Written by Weitian
I was impressed when I saw the Native art style sculpture in YVR; the statue looked like this: A couple of men sitting in a boat, surrounded by some creatures, twisting with each other. I had a unique feeling with it that I hadn’t experienced with any other art. Later, I learned that the name of it is “The Spirit of Haida Gwaii,” created by Haida artist Bill Reid; that was my first impression of Haida art.
To describe my intuitive feeling about Bill Reid’s artworks using one word: it differs from the artists in my homeland, separate from the well-known artists always featured in art history books. Art history is always about Renaissance, Impressionism, Post-Impressionism, Dadaism, Post-Modernism, etc. Bill Reid’s artworks are about another path that doesn’t appear in the Western-centric narrative art history we know.
One thing that is easy to notice in Bill Reid’s artworks is that they are unrealistic and abstract. This alone is not something very innovative in the art world. In fact, there are some similarities between Bill Reid’s art and Pablo Picasso’s cubist art. They are both representations of some real-world objects, they both have clean lines and shapes, human and natural creatures are usually the subject, etc. By listing their similarity, I’m not including Bill Reid’s art in the Western-domination art history, but to compare their difference better. Although they share some characteristics, they still have significant discrepancies. Picasso was painting in realistic styles long before he transitioned to abstract. At the same time, Bill Reid’s class is relatively consistent, which is easy to explain considering that his art is based on Haida culture, while Picasso tried experimenting with a different expression of reality. This may also explain why Bill Reid’s art and almost all Haida-style art have a kind of harmony inside, because they are the same way as they were created, assuming there is no significant art movement in Native art history, as Western art history has several.
Moreover, Picasso’s modern art usually stands for something else: a war happening thousands of miles away, a metaphor for some ideology, or the future of all human beings. In contrast, Bill Reid Haida’s Indigenous art is about this land and the people and the creatures that live on it. A well-accepted definition of art is: “Art is about self-expression,” probably limited by a Western point of view. From my perspective, the primary purpose of Haida art is not to express but to narrate and describe the essence of this land, in other words, the spirit, as the name of the sculpture: The heart of Haida Gwaii, the energy was here before modernity, still is, and always will be.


__PROBLEM REQUIREMENTS__:
In the entries below, how many lines contain the string "Loving"? State the number and nothing else.

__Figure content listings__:
::::::::

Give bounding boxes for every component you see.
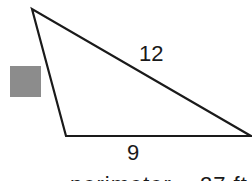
hypotenuse-label: 12 (139, 43, 163, 65)
triangle-shape (32, 9, 251, 136)
caption-text: perimeter = 27 ft (70, 172, 248, 181)
triangle-figure (0, 0, 252, 181)
unknown-side-marker (10, 66, 41, 97)
base-label: 9 (127, 142, 139, 164)
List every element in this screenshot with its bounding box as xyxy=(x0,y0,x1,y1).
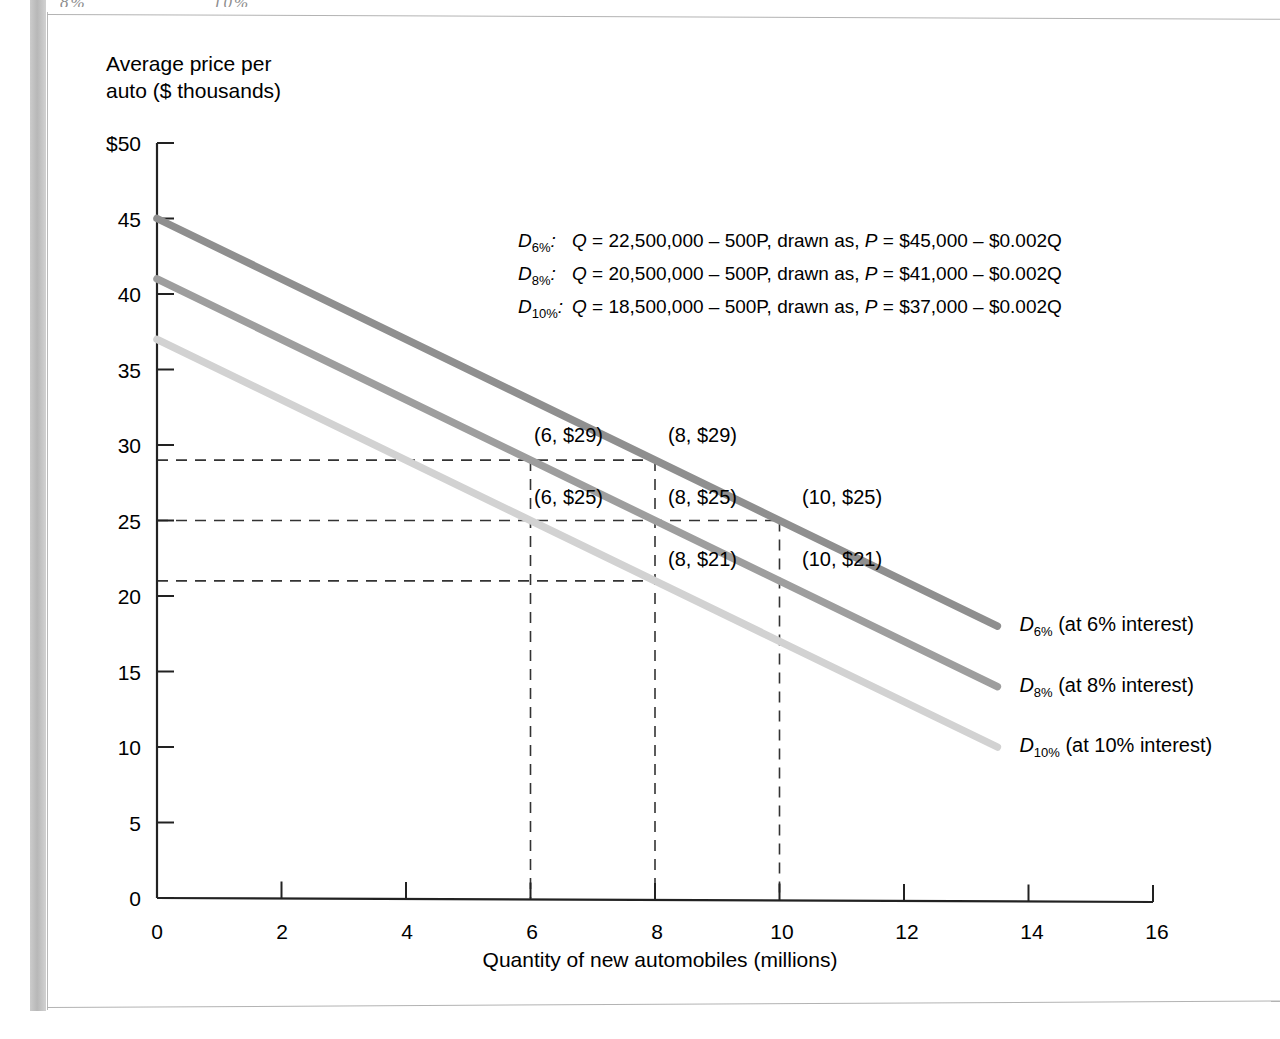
y-tick-label-35: 35 xyxy=(81,359,141,383)
equation-text-0: Q = 22,500,000 – 500P, drawn as, P = $45… xyxy=(572,230,1062,251)
point-label-6-25: (6, $25) xyxy=(534,486,603,509)
equation-curve-name-1: D8%: xyxy=(518,261,572,294)
y-tick-label-15: 15 xyxy=(81,661,141,685)
curve-label-D10%: D10% (at 10% interest) xyxy=(1019,734,1212,760)
equation-row-1: D8%:Q = 20,500,000 – 500P, drawn as, P =… xyxy=(518,261,1062,294)
x-tick-label-8: 8 xyxy=(637,920,677,944)
equation-text-1: Q = 20,500,000 – 500P, drawn as, P = $41… xyxy=(572,263,1062,284)
x-tick-label-2: 2 xyxy=(262,920,302,944)
equation-curve-name-0: D6%: xyxy=(518,228,572,261)
figure-page: 8% 10% Average price per auto ($ thousan… xyxy=(0,0,1280,1039)
y-tick-label-40: 40 xyxy=(81,283,141,307)
x-tick-label-6: 6 xyxy=(512,920,552,944)
equation-text-2: Q = 18,500,000 – 500P, drawn as, P = $37… xyxy=(572,296,1062,317)
equation-annotation-block: D6%:Q = 22,500,000 – 500P, drawn as, P =… xyxy=(518,228,1062,326)
x-tick-label-4: 4 xyxy=(387,920,427,944)
curve-label-D6%: D6% (at 6% interest) xyxy=(1019,613,1193,639)
x-tick-label-0: 0 xyxy=(137,920,177,944)
x-tick-label-10: 10 xyxy=(762,920,802,944)
curve-label-D8%: D8% (at 8% interest) xyxy=(1019,674,1193,700)
x-tick-label-12: 12 xyxy=(887,920,927,944)
y-tick-label-45: 45 xyxy=(81,208,141,232)
y-tick-label-10: 10 xyxy=(81,736,141,760)
y-tick-label-0: 0 xyxy=(81,887,141,911)
demand-curve-chart xyxy=(0,0,1280,1039)
y-tick-label-30: 30 xyxy=(81,434,141,458)
y-tick-label-50: $50 xyxy=(81,132,141,156)
equation-curve-name-2: D10%: xyxy=(518,294,572,327)
point-label-8-21: (8, $21) xyxy=(668,548,737,571)
point-label-10-25: (10, $25) xyxy=(802,486,882,509)
y-tick-label-25: 25 xyxy=(81,510,141,534)
point-label-8-29: (8, $29) xyxy=(668,424,737,447)
point-label-10-21: (10, $21) xyxy=(802,548,882,571)
x-tick-label-14: 14 xyxy=(1012,920,1052,944)
point-label-6-29: (6, $29) xyxy=(534,424,603,447)
x-axis-title-text: Quantity of new automobiles (millions) xyxy=(483,948,838,972)
y-tick-label-20: 20 xyxy=(81,585,141,609)
point-label-8-25: (8, $25) xyxy=(668,486,737,509)
y-tick-label-5: 5 xyxy=(81,812,141,836)
x-tick-label-16: 16 xyxy=(1137,920,1177,944)
demand-curve-D8% xyxy=(157,279,997,687)
demand-curve-D10% xyxy=(157,339,997,747)
equation-row-0: D6%:Q = 22,500,000 – 500P, drawn as, P =… xyxy=(518,228,1062,261)
x-axis-title: Quantity of new automobiles (millions) xyxy=(0,948,1280,972)
equation-row-2: D10%:Q = 18,500,000 – 500P, drawn as, P … xyxy=(518,294,1062,327)
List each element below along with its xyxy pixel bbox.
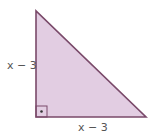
diagram-canvas: x − 3 x − 3: [0, 0, 152, 137]
right-triangle-diagram: x − 3 x − 3: [0, 0, 152, 137]
horizontal-leg-label: x − 3: [78, 121, 108, 134]
right-angle-dot: [40, 110, 43, 113]
triangle-shape: [36, 11, 146, 117]
vertical-leg-label: x − 3: [7, 59, 37, 72]
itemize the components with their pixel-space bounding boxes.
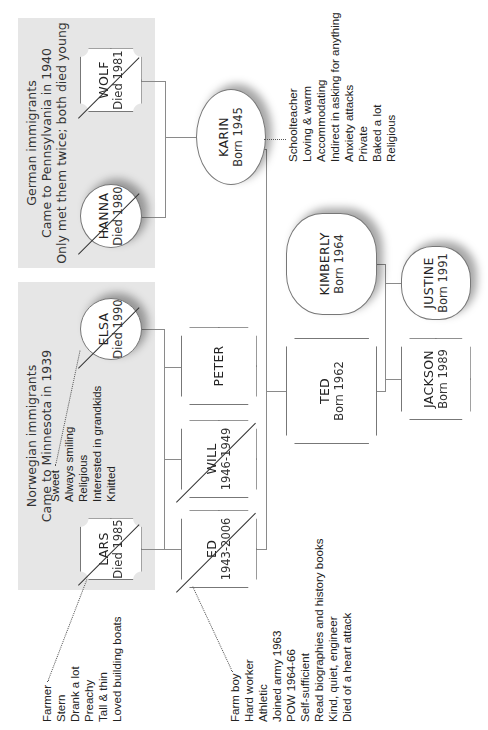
caption-line: Norwegian immigrants — [24, 282, 39, 590]
note-leader-karin — [264, 138, 286, 140]
note-line: Indirect in asking for anything — [328, 12, 342, 162]
note-line: Hard worker — [242, 539, 256, 722]
marriage-line-hanna-wolf — [165, 81, 166, 218]
person-name: TED — [318, 378, 332, 404]
note-line: Tall & thin — [96, 617, 110, 723]
person-justine[interactable]: JUSTINE Born 1991 — [401, 246, 471, 320]
child-line-will — [164, 459, 181, 460]
notes-elsa: Sweet Always smiling Religious Intereste… — [48, 386, 118, 502]
person-date: Died 1980 — [111, 186, 125, 245]
notes-ed: Farm boy Hard worker Athletic Joined arm… — [228, 539, 354, 722]
child-line-ed — [164, 549, 181, 550]
child-line-peter — [164, 367, 181, 368]
person-ted[interactable]: TED Born 1962 — [286, 338, 377, 444]
note-line: Farm boy — [228, 539, 242, 722]
note-line: Religious — [76, 386, 90, 502]
note-line: Baked a lot — [370, 12, 384, 162]
person-date: 1946-1949 — [219, 428, 233, 491]
note-line: Joined army 1963 — [270, 539, 284, 722]
person-date: Died 1981 — [111, 50, 125, 109]
marriage-line-lars-elsa — [164, 329, 165, 550]
note-line: Drank a lot — [68, 617, 82, 723]
person-name: KIMBERLY — [318, 232, 332, 295]
person-elsa[interactable]: ELSA Died 1990 — [80, 298, 142, 360]
note-line: Kind, quiet, engineer — [326, 539, 340, 722]
note-line: Loving & warm — [300, 12, 314, 162]
person-date: Born 1964 — [332, 234, 346, 294]
note-line: Died of a heart attack — [340, 539, 354, 722]
child-line-karin — [165, 137, 196, 138]
note-line: Private — [356, 12, 370, 162]
marriage-line-hanna-wolf — [141, 81, 166, 82]
caption-line: German immigrants — [24, 18, 39, 268]
note-line: Read biographies and history books — [312, 539, 326, 722]
person-karin[interactable]: KARIN Born 1945 — [196, 89, 266, 185]
caption-line: Came to Pennsylvania in 1940 — [39, 18, 54, 268]
child-line-ted — [266, 391, 286, 392]
child-line-justine — [385, 283, 401, 284]
note-line: Self-sufficient — [298, 539, 312, 722]
person-date: Born 1962 — [332, 361, 346, 421]
person-date: Born 1989 — [436, 349, 450, 409]
note-line: Preachy — [82, 617, 96, 723]
note-line: Religious — [384, 12, 398, 162]
note-line: Accommodating — [314, 12, 328, 162]
person-name: KARIN — [217, 117, 231, 157]
note-line: Loved building boats — [110, 617, 124, 723]
person-date: Born 1945 — [231, 107, 245, 167]
note-line: Athletic — [256, 539, 270, 722]
person-hanna[interactable]: HANNA Died 1980 — [80, 184, 142, 248]
marriage-line-ed-karin — [266, 149, 267, 550]
person-name: LARS — [97, 532, 111, 566]
child-line-jackson — [385, 379, 401, 380]
marriage-line-lars-elsa — [141, 329, 165, 330]
person-name: JACKSON — [422, 350, 436, 408]
note-line: Interested in grandkids — [90, 386, 104, 502]
caption-line: Only met them twice; both died young — [54, 18, 69, 268]
note-line: POW 1964-66 — [284, 539, 298, 722]
person-lars[interactable]: LARS Died 1985 — [80, 518, 142, 580]
person-date: Born 1991 — [436, 253, 450, 313]
notes-karin: Schoolteacher Loving & warm Accommodatin… — [286, 12, 398, 162]
note-leader-ed — [192, 586, 233, 672]
genogram-diagram: Norwegian immigrants Came to Minnesota i… — [0, 0, 488, 730]
person-name: JUSTINE — [422, 257, 436, 308]
marriage-line-hanna-wolf — [141, 217, 166, 218]
person-name: PETER — [212, 345, 226, 386]
german-group-caption: German immigrants Came to Pennsylvania i… — [24, 18, 69, 268]
person-jackson[interactable]: JACKSON Born 1989 — [401, 338, 471, 420]
person-kimberly[interactable]: KIMBERLY Born 1964 — [286, 213, 377, 315]
marriage-line-lars-elsa — [141, 549, 165, 550]
note-line: Anxiety attacks — [342, 12, 356, 162]
person-peter[interactable]: PETER — [181, 327, 257, 405]
person-wolf[interactable]: WOLF Died 1981 — [80, 48, 142, 112]
note-line: Schoolteacher — [286, 12, 300, 162]
note-line: Knitted — [104, 386, 118, 502]
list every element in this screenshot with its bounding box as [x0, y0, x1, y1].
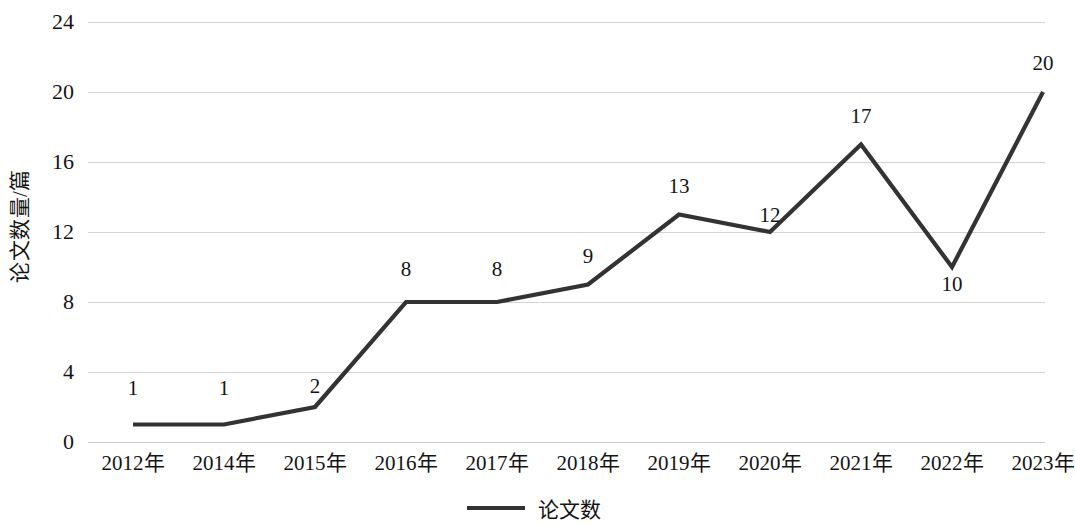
data-label: 8: [492, 259, 503, 280]
data-label: 17: [851, 106, 872, 127]
x-tick-label: 2023年: [1012, 449, 1075, 477]
y-tick-label: 12: [0, 221, 74, 243]
x-tick-label: 2021年: [830, 449, 893, 477]
y-tick-label: 8: [0, 291, 74, 313]
x-tick-label: 2014年: [193, 449, 256, 477]
x-tick-label: 2015年: [284, 449, 347, 477]
y-tick-label: 0: [0, 431, 74, 453]
data-label: 12: [760, 205, 781, 226]
data-label: 20: [1033, 53, 1054, 74]
data-label: 2: [310, 376, 321, 397]
legend-item[interactable]: 论文数: [467, 493, 601, 523]
series-line-论文数: [88, 22, 1045, 442]
data-label: 1: [128, 378, 139, 399]
data-label: 8: [401, 259, 412, 280]
chart-legend: 论文数: [0, 489, 1068, 526]
x-tick-label: 2018年: [557, 449, 620, 477]
y-tick-label: 20: [0, 81, 74, 103]
y-tick-label: 16: [0, 151, 74, 173]
data-label: 13: [669, 176, 690, 197]
data-label: 1: [219, 378, 230, 399]
x-tick-label: 2017年: [466, 449, 529, 477]
y-tick-label: 4: [0, 361, 74, 383]
legend-label: 论文数: [538, 493, 601, 523]
x-tick-label: 2020年: [739, 449, 802, 477]
plot-area: 1128891312171020: [88, 22, 1045, 442]
legend-line-icon: [467, 506, 525, 510]
x-tick-label: 2012年: [102, 449, 165, 477]
x-tick-label: 2016年: [375, 449, 438, 477]
x-tick-label: 2022年: [921, 449, 984, 477]
data-label: 10: [942, 274, 963, 295]
y-axis-tick-labels: 04812162024: [0, 22, 74, 442]
x-axis-tick-labels: 2012年2014年2015年2016年2017年2018年2019年2020年…: [88, 449, 1045, 483]
gridline: [88, 442, 1045, 443]
x-tick-label: 2019年: [648, 449, 711, 477]
data-label: 9: [583, 246, 594, 267]
y-tick-label: 24: [0, 11, 74, 33]
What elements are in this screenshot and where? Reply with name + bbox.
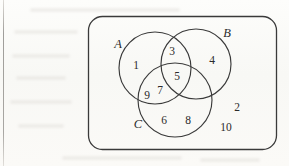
set-a-label: A <box>113 37 122 51</box>
set-c-label: C <box>134 117 143 131</box>
venn-diagram-figure: A B C 1 3 4 5 7 9 6 8 2 10 <box>0 0 289 166</box>
set-b-circle <box>161 29 231 99</box>
set-a-circle <box>119 32 191 104</box>
region-a-only-value: 1 <box>133 59 139 71</box>
region-c-only-right-value: 8 <box>185 114 191 126</box>
region-a-b-c-value: 5 <box>174 70 180 82</box>
region-a-and-b-value: 3 <box>169 45 175 57</box>
set-b-label: B <box>223 26 231 40</box>
region-c-only-left-value: 6 <box>161 114 167 126</box>
region-outside-lower-value: 10 <box>220 121 232 133</box>
region-b-only-value: 4 <box>209 54 215 66</box>
region-a-and-c-left-value: 9 <box>144 89 150 101</box>
region-outside-upper-value: 2 <box>234 101 240 113</box>
region-a-and-c-right-value: 7 <box>157 84 163 96</box>
venn-diagram-canvas: A B C 1 3 4 5 7 9 6 8 2 10 <box>0 0 289 166</box>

::::::::

__SOLUTION TO THE EXERCISE__:
2